Summary of this case from U.S. v. SantiagoOpinion
No. 74-1966.
March 21, 1975.
Roderick P. Bushnell (argued), San Francisco, Cal., for petitioner-appellant.
Herbert F. Wilkinson, Deputy Atty. Gen. (argued), for respondent-appellee.
Appeal from the United States District Court for the Northern District of California.
OPINION
Marshall Andre Kelly, a California state prisoner, petitioned the United States District Court for a writ of habeas corpus. He urged as grounds for relief prosecutorial misconduct during his state court trial. The district court denied him relief, and he has appealed.
Kelly is black, and the charge was forcible rape. In these circumstances, the district attorney's exhortation in a closing argument to the jury to "[t]hink about the consequences of letting a guilty man, a man guilty of a serious and rather horrible crime, go free. Because maybe the next time it won't be a little black girl from the other side of the tracks; maybe it will be somebody that you know; maybe it will be somebody that I know. And maybe the next time he'll use the knife. . . ." constituted a highly inflammatory and wholly impermissible appeal to racial prejudice. (R. 29-30) Guilty verdicts must, of course, be based upon solid evidence, not upon appeals to emotion. See United States ex rel. Haynes v. McKendrick, 481 F.2d 152 (2nd Cir. 1973).
Moreover, the district attorney violated the Griffin rule. (Griffin v. California, 380 U.S. 609, 85 S.Ct. 1229, 14 L.Ed.2d 106 (1965).)
The charge being rape brought the accused and his role in the alleged affair into particularly sharp focus. And although the district attorney did not directly comment that Kelly had not taken the witness chair to deny or give his version of the affair, her repeated assertions to the effect that the alleged victim's testimony of non-consent stood unchallenged "naturally and necessarily" (Hayes v. United States, 368 F.2d 814, 816 (9th Cir. 1966)) emphasized Kelly's testimony silence.
Finally, the district attorney's peroration that "If you can't find the defendant guilty on the facts that I have presented to you, I feel like I just might as well, you know, close up shop and go home . . . ." was not only a highly improper expression of personal opinion but constituted a veiled threat to the jury to return a guilty verdict. The trial judge's prompt direction to disregard at most lessened the force of the district attorney's declarations.

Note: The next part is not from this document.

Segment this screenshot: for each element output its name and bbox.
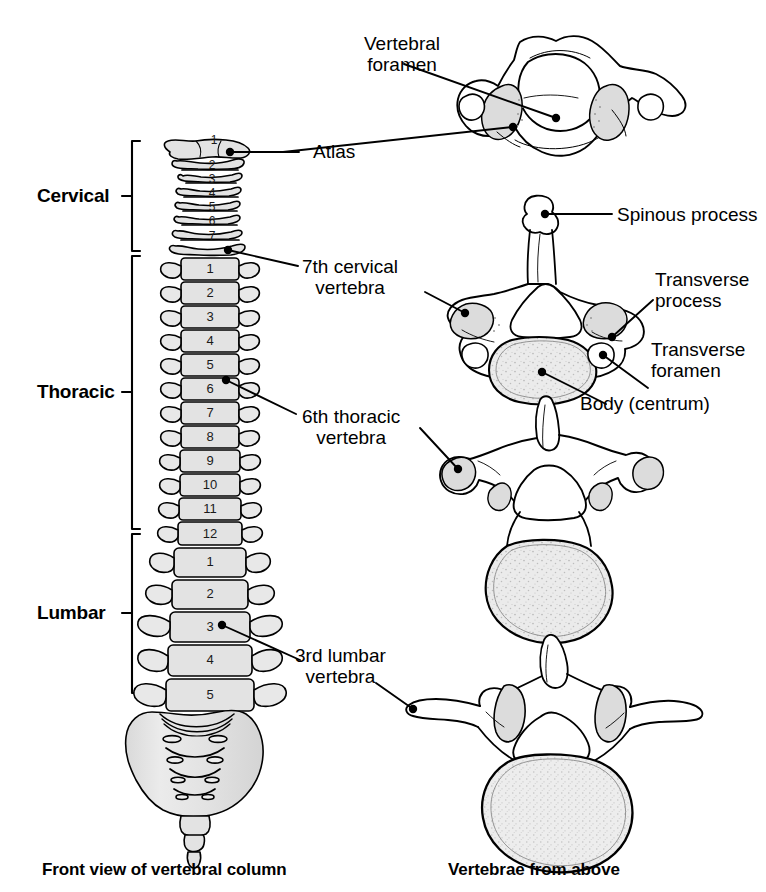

We are not prepared to hold that any one of these improper comments and inflammatory statements during the argument to the jury destroyed or materially impaired the fact finder's fairness and impartiality. But we deem manifest the conclusion that, taken together, they operated to deny Kelly a fair trial.
The judgment is reversed and the cause is remanded to the district court with directions to grant Kelly a writ of habeas corpus releasing him from custody, unless the State of California, within 90 days from the date of the filing of the remand, grants Kelly a new trial.